I have made an attempt, greater than cursory, to look into the issues you discuss. A reading of the popular press convinces me that the topic of domestic violence against men deserves much broader discussion than it now enjoys, and it should be obvious that any reasonable person who believes that family law systematically discriminates against men in custody cases deserves to be heard. But I am uninspired to do the research necessary to “pick a side” in either matter, partly because promiscuous side-picking is among the plagues befouling contemporary political discourse. Is it not acceptable to abstain from developing pointed ideas regarding events that are neither momentous nor interesting? Doesn’t good critical thinking involve deciding what not to think about?

I’m preparing for my girlfriend to move in with me. I’ve been thinking about it as a “discussion,” but at this point it is a foregone conclusion. The major complication is my daughter. I’m the sole custodian of my 7-year-old, who has had no contact with her mother since infancy.

I’ve had a Serious Talk with her before about the prospect of my girlfriend moving in, but I didn’t get the kind of conversation I was hoping for. My daughter was happy about the idea and seems to think about cohabitation as only a small change from our current arrangement and an opportunity to spend more time with someone who is, in effect, an older playmate. I’m trying to find a way to impress upon her that this is more serious than that, without getting too serious. (The girlfriend and I aren’t getting married yet, and while she wants a family and to be a mother figure, we haven’t worked out those details yet.) What do I say to my daughter to strike this balance and get my message across? And how do I make her feel like she’s in on the decision, without burdening her unfairly with the responsibility of that decision?
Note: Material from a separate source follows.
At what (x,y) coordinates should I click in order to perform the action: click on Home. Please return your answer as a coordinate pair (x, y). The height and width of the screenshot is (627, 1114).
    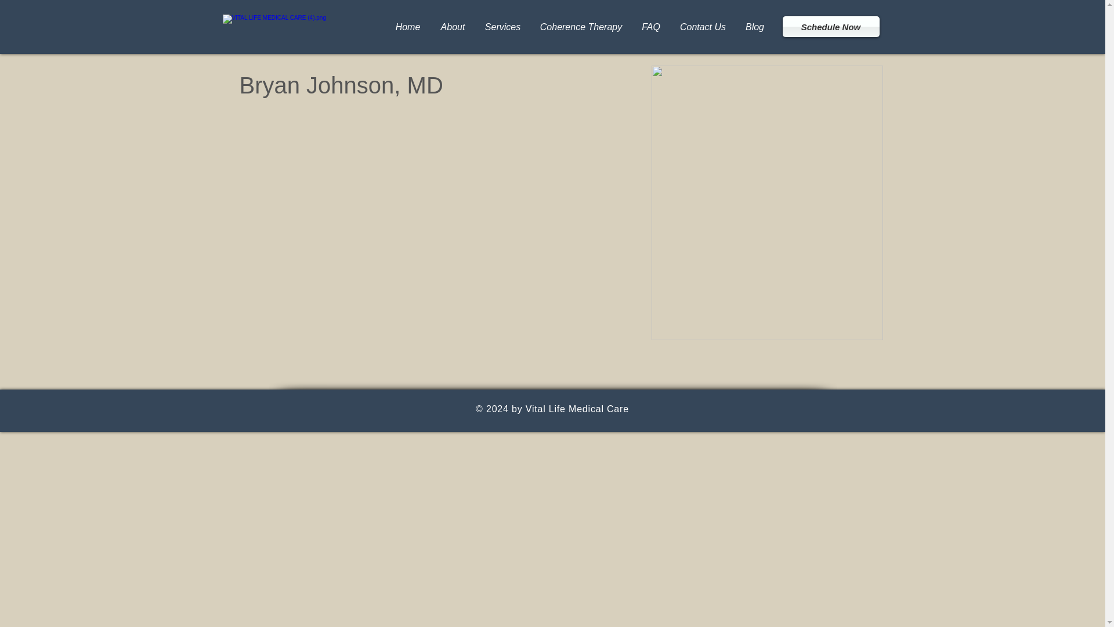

Thank you for your—whoa, whoa, whoa, slow down, Daddy-O!

Your girlfriend should not be moving in until she is, at the very least, your fiancée—or, if you don’t dig the institution of marriage, until you and she discover some other way of formalizing your relationship to give your emerging family some sense of stability. I am faintly tempted to elaborate on my reasoning here, but I will not, believing that the obviousness of my point is directly proportional to the obviousness of the need for some sense of stability.

The question remains: How do you get your daughter to understand that you are planning something more meaningful and complicated than a longform slumber party? This would seem to involve a series of conversations with both of the women in your life about the rights and responsibilities of stepmothers—conversations perhaps guided by a family therapist, a clergyman, or a used copy of The Idiot’s Guide to Not Screwing Up Your Kids Too Very Badly.

Here’s one point you might start with: Your daughter deserves to be heard, but she doesn’t get a say. Your mission is to make her adjustment to the new realities of household life as smooth as possible and to address glitches and anxieties as they arise. I wish you the best of luck in that endeavor, but I gently scoff at the notion of making her feel that she is “in on the decision.” To do so would be to create the false impression that she has actual influence. Her feelings are important, but her thoughts would only matter if they reflected on your girlfriend’s manifest unfitness as a stepmother (e.g., uncovering the girlfriend’s plot to fashion collar stays from the shell of the kid’s pet turtle).